I couldn’t help but snort into my wine glass at that. Nicholas shot me a warning glare, but Grace shrugged, chuckling along with me. “Either way,” she said, “I’m glad your interrogations led us here. And I hope we can work together for a better world. The sort of world that our mother’s dreamed of.”
Nicholas was silent at that. I was, too. What could I even say? This so-called relic of Luporath… It still sounded like nothing more than a kids’ story. And I didn’t know Grace’s mother or Nicholas’s mother, so there was no knowing what they thought, what they believed.
Eventually, Grace retired to her room, too exhausted to keep her eyes open.
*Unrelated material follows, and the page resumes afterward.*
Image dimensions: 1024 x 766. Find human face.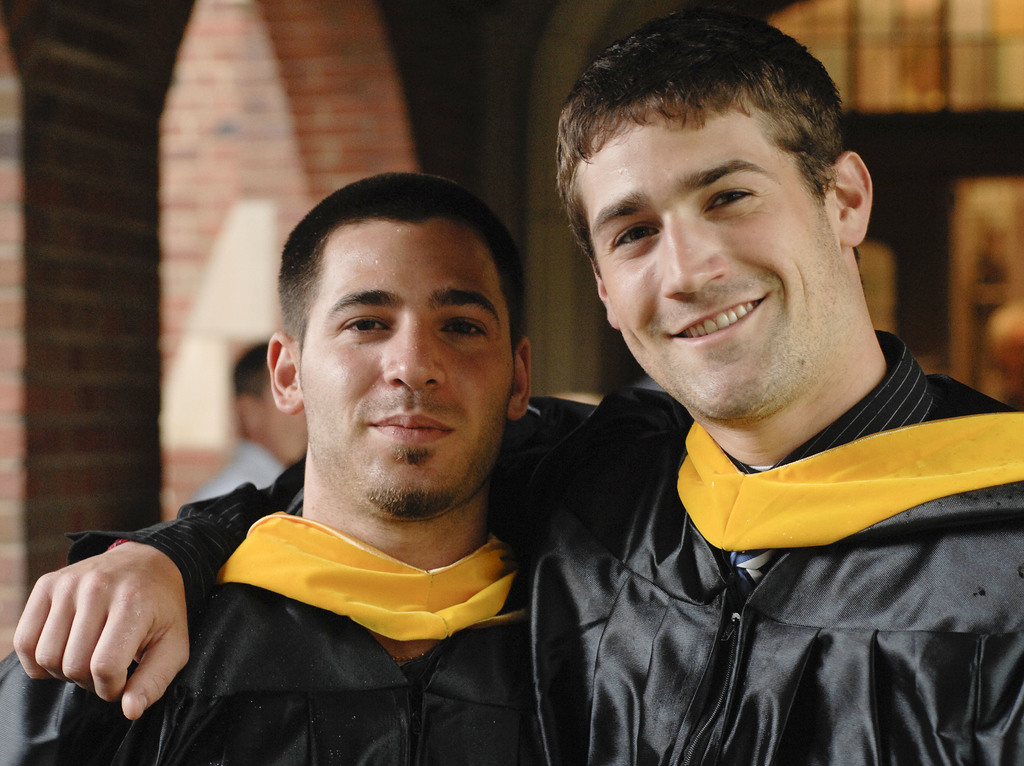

Nicholas and Noah took the floor in the living room while I took the couch, but it didn’t take long for me to notice Noah’s uncomfortable tossing and turning.
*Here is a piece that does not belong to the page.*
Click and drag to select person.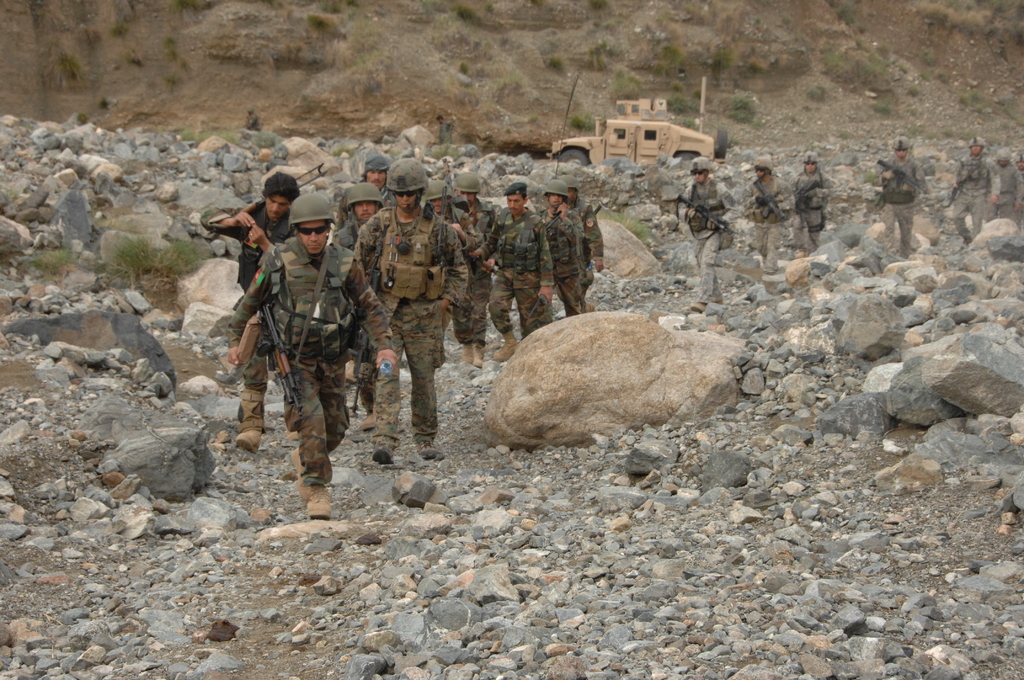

“Here,” I said, standing. “Take my spot.”
Noah glanced at me. “I won’t take the one comfortable spot from you.”
But I was already moving onto the floor, practically shoving Noah out of the way. “You’re still recovering from your coma,” I replied. “Take the couch. It’s just one night.”
Noah protested weakly, but when I wouldn’t budge, he eventually gave up and moved to the sofa, knocking out cold almost immediately. Nicholas had been silent throughout the exchange, laying on his back with his hands clasped behind his head.
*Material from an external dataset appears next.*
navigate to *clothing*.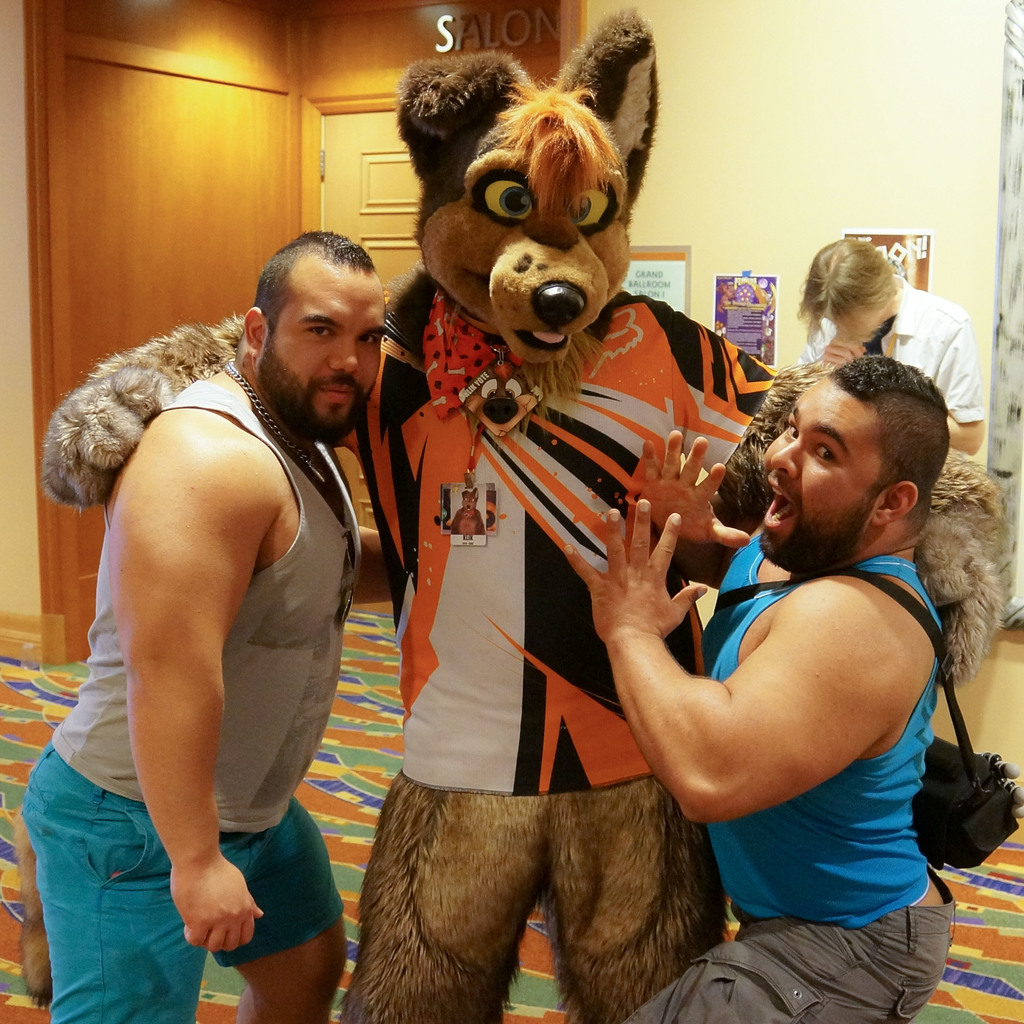
Navigation target: 353,237,763,966.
Nicholas wasn’t sleeping, though. When I glanced over at him, his eyes were wide open and staring at the ceiling.
For a moment, I opened my mouth, wanting to say something—anything—to fill the silence. But no words would come, because truthfully, I had nothing that I could think of to say.
And neither did Nicholas, it seemed.
The silence between us stretched on, more awkward than I would have liked to admit. Every move Nicholas made seemed to set my nerve endings on fire, every accidental brush of his shoulder against mine as we lay beside one another making me stiffen.
If I was being honest with myself, I knew I didn’t need to give Noah the sofa. But something in me wanted to be close to Nicholas, if only so I could feel his warmth emanating across the narrow space between us.
Over a week had passed now since I had ended our romantic relationship, and there was hardly a moment that I didn’t think about it. I couldn’t help it. No matter how hard I tried not to, I just kept replaying that night in the shed with him as if I could relive it all over again.
I missed him. I missed the brief connection we had shared.
And most of all, I missed the warm way he used to look at me.
Nicholas wasn’t cruel to me now. He still treated me like his friend, his partner. But there was an ice wall between us, one that I could see through but was bitterly cold when I put my hand up to it.
And I feared that, although I had been the one to let it form, Nicholas was the one now who kept it cold.
But then, suddenly, he spoke.
“Thank you for the meal. I haven’t eaten that well since my mother passed.”
I blinked, taken aback by the sudden confession. When I turned my head, though, he was still staring at the ceiling with his hands behind his head.
“It was nothing,” I said quietly.
“It wasn’t nothing.”
I didn’t know what to say to that, but somehow, his words warmed my heart just a little.
We went to sleep after that, no more words between us. I figured that was the end of his tenderness, that he was just thanking me for a good meal, that maybe the wine we’d had had gotten to his head a little.
And yet, just as I began to drift off, I felt him begin to move.
It started off small—his hand moving slightly closer to mine, his pinky brushing against my wrist. And then, just as sleep claimed me, I could have sworn I felt Nicholas’s body shift ever so slightly closer.